In all, ExcelinEd has identified 18 reforms, including dyslexia screening and parental notification of reading problems, that the most successful states have implemented. Given the heavy lift, it’s not surprising that some states have stumbled.
Of the 15 states that adopted most of the 18 policies by 2019, 10 of them outpaced the national average in fourth-grade NAEP reading scores by 2024, with Mississippi, Louisiana, Florida, and South Carolina far out in front, according to Hovanetz, the policy fellow. These 10 states illustrate the effectiveness of the reforms.
But test scores in four of the 15 states declined more than the nation’s did, and Michigan tied, showing the difficulty of implementing the reforms. Among the backsliding states, Hovanetz says, New Mexico didn’t train and deploy all of its reading coaches, and Oklahoma and North Carolina ended their third-grade retention policy.
“States get a whole bunch of constituent calls saying, ‘It’s not fair you’re retaining my kid.’ Then they back off of the policy and lose any momentum that they had gained,” said Hovanetz, a former Florida education official.
Minnesota illustrates how things can go wrong when districts are encouraged, rather than mandated, to adopt evidence-based curricula and teacher training.
“Some teachers took the training, not everyone did, and when they went back to their schools, teachers didn’t have the instructional materials to support what they learned in training, and they might not have had a leader at the school to support them,” Hovanetz said. “So Minnesota probably wasted a whole lot of money.”
A number of other states haven’t bothered to pass meaningful science-of-reading laws. They include both liberal states such as Washington and Illinois and conservative states such as Montana and Maine.
In Massachusetts, a conference committee is reconciling the two bills, with the rollout of reforms set for 2027. The Senate bill requires districts to regularly assess K–3 students’ reading abilities and create improvement plans for those who score significantly below grade level. It’s a measure of accountability that advocates hope will produce positive results in a state that’s moving backward in literacy on the NAEP test.
In another concession to opponents of the mandate, lawmakers gave districts a narrow escape hatch. They can apply for a waiver from the mandate if their alternative curriculum is backed by research evidence. While the waiver could open the door to the adoption of Calkins’s revised Units of Study, it will have to pass muster with the Department of Elementary and Secondary Education.

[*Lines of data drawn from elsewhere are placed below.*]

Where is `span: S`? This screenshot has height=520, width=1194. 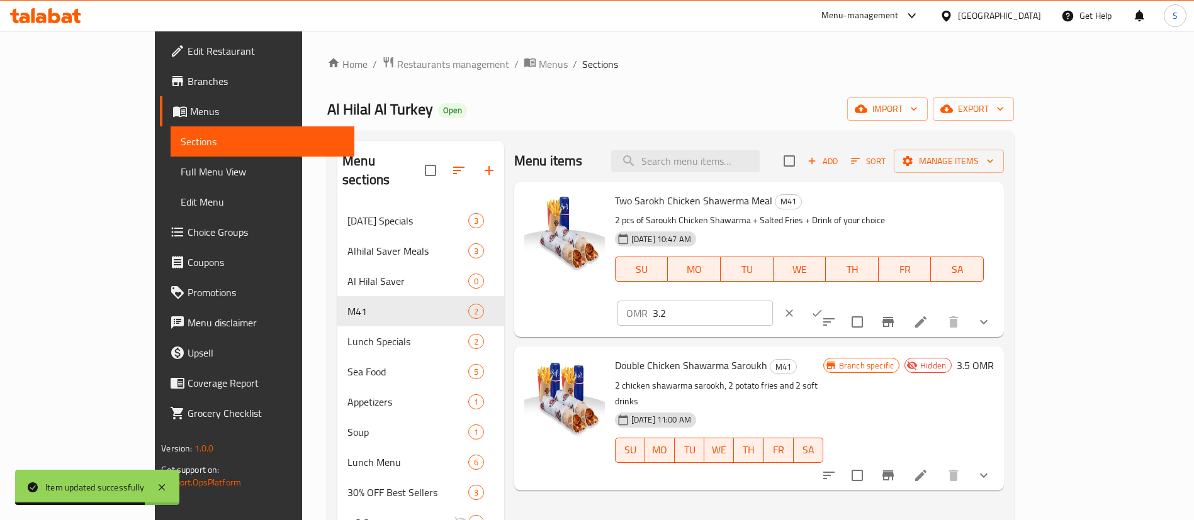 span: S is located at coordinates (1175, 16).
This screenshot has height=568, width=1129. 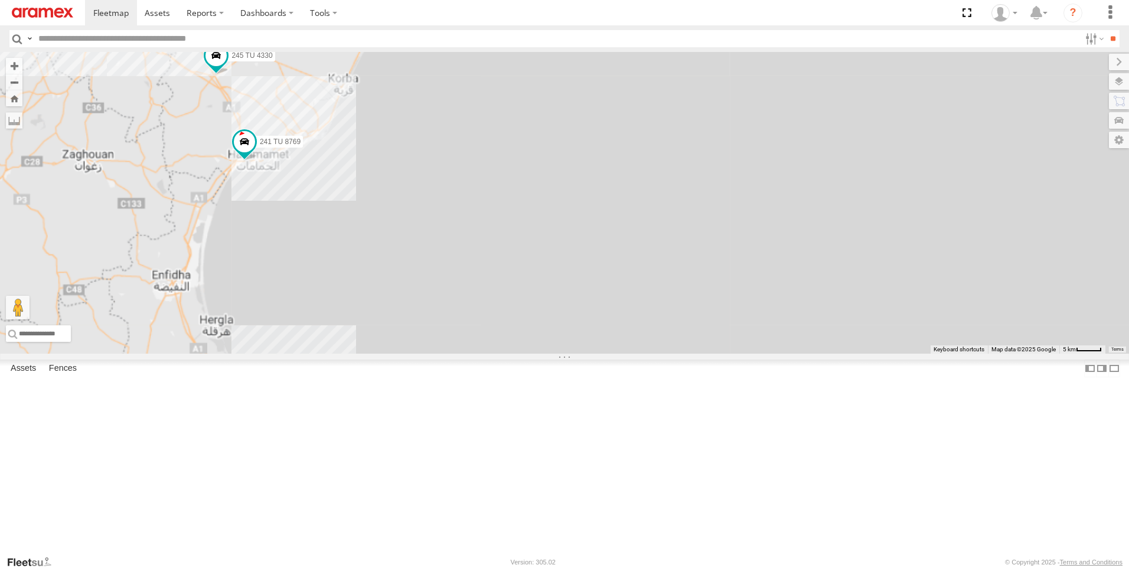 What do you see at coordinates (1091, 562) in the screenshot?
I see `a: Terms and Conditions` at bounding box center [1091, 562].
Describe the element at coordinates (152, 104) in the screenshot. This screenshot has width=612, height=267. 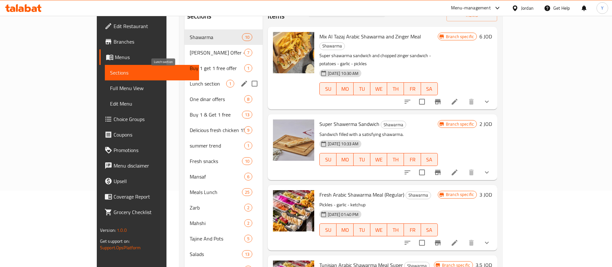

Mary Tamer, who convened the Mass Reads coalition of 40 education groups to support the legislation that she helped write, is bullish about the adoption of reforms. Despite the opposition, she says the political momentum, underscored by the unanimous votes for the literacy bills in both the House and Senate, is strong enough to compel most districts to buy in.
“Our expectation is that districts will move toward evidence-based instruction as quickly as they can because it’s proven to teach children how to read,” she said. “And that is our goal here.”